The warning came in a Saturday post on X that followed Trump’s complaints about reports on damage to U.S. aircraft in Saudi Arabia. Carr did not name a specific broadcaster or story in the message, but he wrote that stations running “hoaxes and news distortions” should “correct course before their license renewals come up.”
He later told CBS News that broadcasters should not treat their licenses as a “property right,” arguing that stations using public airwaves remain subject to a public-interest obligation that does not apply in the same way to cable, streaming, print or online-only outlets.
Why Brendan Carr’s threat matters to broadcasters
As the FCC explains in its public guide to broadcasting, radio and television stations are licensed for up to eight years, and the commission must decide at renewal whether a station has served the public interest. That authority attaches to individual local stations, not the national networks themselves.
But the agency’s own news-distortion standard is much narrower than a general accusation of bias. In a January 2025 FCC order involving WCBS and “60 Minutes”, the commission said it cannot act as a “free-roving arbiter of truth in journalism” and said complaints must include extrinsic evidence of deliberate and intentional falsification before enforcement can move forward.
That gap is why Carr’s remarks drew immediate alarm from critics, who argued that a regulator should not blur the line between punishing intentional fabrication and pressuring outlets over disputed war coverage. Carr, by contrast, has framed the issue as a straightforward application of the FCC’s public-interest authority.
Brendan Carr’s warning fits a broader FCC pattern
The Saturday threat did not emerge in isolation. In January 2025, the FCC reinstated complaints involving ABC, CBS and NBC after prior dismissals. By April, Carr said “all options” remained open in the CBS “60 Minutes” review. And by September, Reuters reported that Carr had expanded the fight to Disney and ABC affiliates over “Jimmy Kimmel Live”, pushing the FCC deeper into battles over editorial judgment.
That history explains why the Iran-war warning was read as more than a one-day social-media clash. Whether the FCC follows through with a station-specific complaint or renewal challenge remains unclear. What is clear is that Carr’s latest warning extends a months-long fight over how far federal broadcast oversight can reach into editorial decisions.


Exercise in exact copying. Transcribe every entry that follows, word for word.

::: Excerpted data

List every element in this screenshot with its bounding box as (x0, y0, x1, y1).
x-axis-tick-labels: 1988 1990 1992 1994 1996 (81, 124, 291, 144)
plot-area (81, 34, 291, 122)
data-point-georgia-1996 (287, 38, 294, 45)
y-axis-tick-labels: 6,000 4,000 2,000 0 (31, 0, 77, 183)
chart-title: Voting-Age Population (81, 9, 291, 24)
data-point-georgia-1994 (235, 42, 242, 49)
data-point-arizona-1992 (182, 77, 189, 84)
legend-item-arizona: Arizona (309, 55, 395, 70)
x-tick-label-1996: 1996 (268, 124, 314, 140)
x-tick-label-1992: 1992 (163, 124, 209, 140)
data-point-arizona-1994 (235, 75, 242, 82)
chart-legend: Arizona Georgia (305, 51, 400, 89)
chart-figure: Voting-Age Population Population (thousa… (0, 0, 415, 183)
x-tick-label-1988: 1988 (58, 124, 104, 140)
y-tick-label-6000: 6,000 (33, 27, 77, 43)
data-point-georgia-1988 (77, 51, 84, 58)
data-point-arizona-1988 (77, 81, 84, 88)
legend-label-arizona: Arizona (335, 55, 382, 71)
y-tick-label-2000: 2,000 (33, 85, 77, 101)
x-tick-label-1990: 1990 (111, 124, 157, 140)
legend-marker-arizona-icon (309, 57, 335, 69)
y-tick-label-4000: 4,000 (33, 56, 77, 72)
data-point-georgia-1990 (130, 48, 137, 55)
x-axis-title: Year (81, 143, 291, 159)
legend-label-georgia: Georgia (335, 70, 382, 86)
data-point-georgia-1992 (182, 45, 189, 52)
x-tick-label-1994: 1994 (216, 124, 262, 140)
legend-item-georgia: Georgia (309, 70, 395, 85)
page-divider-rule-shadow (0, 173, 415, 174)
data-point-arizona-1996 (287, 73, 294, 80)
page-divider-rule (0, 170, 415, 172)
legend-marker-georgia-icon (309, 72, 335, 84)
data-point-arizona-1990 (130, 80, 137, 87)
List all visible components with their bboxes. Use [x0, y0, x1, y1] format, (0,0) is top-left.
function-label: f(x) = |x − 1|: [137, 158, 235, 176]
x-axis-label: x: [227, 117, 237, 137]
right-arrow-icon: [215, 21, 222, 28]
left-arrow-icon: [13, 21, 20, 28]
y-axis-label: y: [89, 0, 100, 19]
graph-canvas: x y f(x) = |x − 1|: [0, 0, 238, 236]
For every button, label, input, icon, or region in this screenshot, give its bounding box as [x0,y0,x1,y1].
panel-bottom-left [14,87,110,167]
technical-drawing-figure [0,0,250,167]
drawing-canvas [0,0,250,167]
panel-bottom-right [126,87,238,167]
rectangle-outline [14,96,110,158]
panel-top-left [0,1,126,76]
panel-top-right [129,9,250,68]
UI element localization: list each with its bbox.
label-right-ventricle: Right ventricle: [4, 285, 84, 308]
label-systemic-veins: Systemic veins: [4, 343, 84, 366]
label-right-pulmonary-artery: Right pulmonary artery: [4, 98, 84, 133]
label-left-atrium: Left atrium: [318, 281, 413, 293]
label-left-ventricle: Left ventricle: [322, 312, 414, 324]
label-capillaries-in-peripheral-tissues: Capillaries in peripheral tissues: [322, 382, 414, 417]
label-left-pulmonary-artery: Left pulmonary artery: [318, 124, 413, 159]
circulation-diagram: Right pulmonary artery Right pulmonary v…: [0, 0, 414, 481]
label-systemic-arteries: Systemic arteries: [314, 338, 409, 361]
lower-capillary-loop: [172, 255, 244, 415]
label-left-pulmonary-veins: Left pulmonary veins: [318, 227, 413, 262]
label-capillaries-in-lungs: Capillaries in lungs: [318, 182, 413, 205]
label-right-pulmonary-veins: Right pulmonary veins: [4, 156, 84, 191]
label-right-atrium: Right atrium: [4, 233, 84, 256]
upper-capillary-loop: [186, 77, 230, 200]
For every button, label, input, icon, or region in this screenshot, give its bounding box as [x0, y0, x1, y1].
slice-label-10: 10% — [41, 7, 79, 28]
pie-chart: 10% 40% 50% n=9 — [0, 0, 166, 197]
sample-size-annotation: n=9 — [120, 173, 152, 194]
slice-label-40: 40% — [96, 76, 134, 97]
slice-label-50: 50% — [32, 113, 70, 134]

::::::

**Solution to this task**.
List every element in this screenshot with its bounding box as (x0, y0, x1, y1).
x-axis-tick-labels: 1988 1990 1992 1994 1996 (81, 124, 291, 144)
plot-area (81, 34, 291, 122)
data-point-georgia-1996 (287, 38, 294, 45)
y-axis-tick-labels: 6,000 4,000 2,000 0 (31, 0, 77, 183)
chart-title: Voting-Age Population (81, 9, 291, 24)
data-point-georgia-1994 (235, 42, 242, 49)
data-point-arizona-1992 (182, 77, 189, 84)
legend-item-arizona: Arizona (309, 55, 395, 70)
x-tick-label-1996: 1996 (268, 124, 314, 140)
x-tick-label-1992: 1992 (163, 124, 209, 140)
data-point-arizona-1994 (235, 75, 242, 82)
chart-legend: Arizona Georgia (305, 51, 400, 89)
chart-figure: Voting-Age Population Population (thousa… (0, 0, 415, 183)
x-tick-label-1988: 1988 (58, 124, 104, 140)
y-tick-label-6000: 6,000 (33, 27, 77, 43)
data-point-georgia-1988 (77, 51, 84, 58)
data-point-arizona-1988 (77, 81, 84, 88)
legend-label-arizona: Arizona (335, 55, 382, 71)
y-tick-label-2000: 2,000 (33, 85, 77, 101)
x-tick-label-1990: 1990 (111, 124, 157, 140)
legend-marker-arizona-icon (309, 57, 335, 69)
y-tick-label-4000: 4,000 (33, 56, 77, 72)
data-point-georgia-1990 (130, 48, 137, 55)
x-axis-title: Year (81, 143, 291, 159)
legend-label-georgia: Georgia (335, 70, 382, 86)
data-point-georgia-1992 (182, 45, 189, 52)
x-tick-label-1994: 1994 (216, 124, 262, 140)
legend-item-georgia: Georgia (309, 70, 395, 85)
page-divider-rule-shadow (0, 173, 415, 174)
data-point-arizona-1996 (287, 73, 294, 80)
page-divider-rule (0, 170, 415, 172)
legend-marker-georgia-icon (309, 72, 335, 84)
data-point-arizona-1990 (130, 80, 137, 87)
List all visible components with their bboxes. Use [x0, y0, x1, y1] format, (0,0) is top-left.
function-label: f(x) = |x − 1|: [137, 158, 235, 176]
x-axis-label: x: [227, 117, 237, 137]
right-arrow-icon: [215, 21, 222, 28]
left-arrow-icon: [13, 21, 20, 28]
y-axis-label: y: [89, 0, 100, 19]
graph-canvas: x y f(x) = |x − 1|: [0, 0, 238, 236]
For every button, label, input, icon, or region in this screenshot, give its bounding box as [x0,y0,x1,y1].
panel-bottom-left [14,87,110,167]
technical-drawing-figure [0,0,250,167]
drawing-canvas [0,0,250,167]
panel-bottom-right [126,87,238,167]
rectangle-outline [14,96,110,158]
panel-top-left [0,1,126,76]
panel-top-right [129,9,250,68]
UI element localization: list each with its bbox.
label-right-ventricle: Right ventricle: [4, 285, 84, 308]
label-systemic-veins: Systemic veins: [4, 343, 84, 366]
label-right-pulmonary-artery: Right pulmonary artery: [4, 98, 84, 133]
label-left-atrium: Left atrium: [318, 281, 413, 293]
label-left-ventricle: Left ventricle: [322, 312, 414, 324]
label-capillaries-in-peripheral-tissues: Capillaries in peripheral tissues: [322, 382, 414, 417]
label-left-pulmonary-artery: Left pulmonary artery: [318, 124, 413, 159]
circulation-diagram: Right pulmonary artery Right pulmonary v…: [0, 0, 414, 481]
label-systemic-arteries: Systemic arteries: [314, 338, 409, 361]
lower-capillary-loop: [172, 255, 244, 415]
label-left-pulmonary-veins: Left pulmonary veins: [318, 227, 413, 262]
label-capillaries-in-lungs: Capillaries in lungs: [318, 182, 413, 205]
label-right-pulmonary-veins: Right pulmonary veins: [4, 156, 84, 191]
label-right-atrium: Right atrium: [4, 233, 84, 256]
upper-capillary-loop: [186, 77, 230, 200]
For every button, label, input, icon, or region in this screenshot, give its bounding box as [x0, y0, x1, y1].
slice-label-10: 10% — [41, 7, 79, 28]
pie-chart: 10% 40% 50% n=9 — [0, 0, 166, 197]
sample-size-annotation: n=9 — [120, 173, 152, 194]
slice-label-40: 40% — [96, 76, 134, 97]
slice-label-50: 50% — [32, 113, 70, 134]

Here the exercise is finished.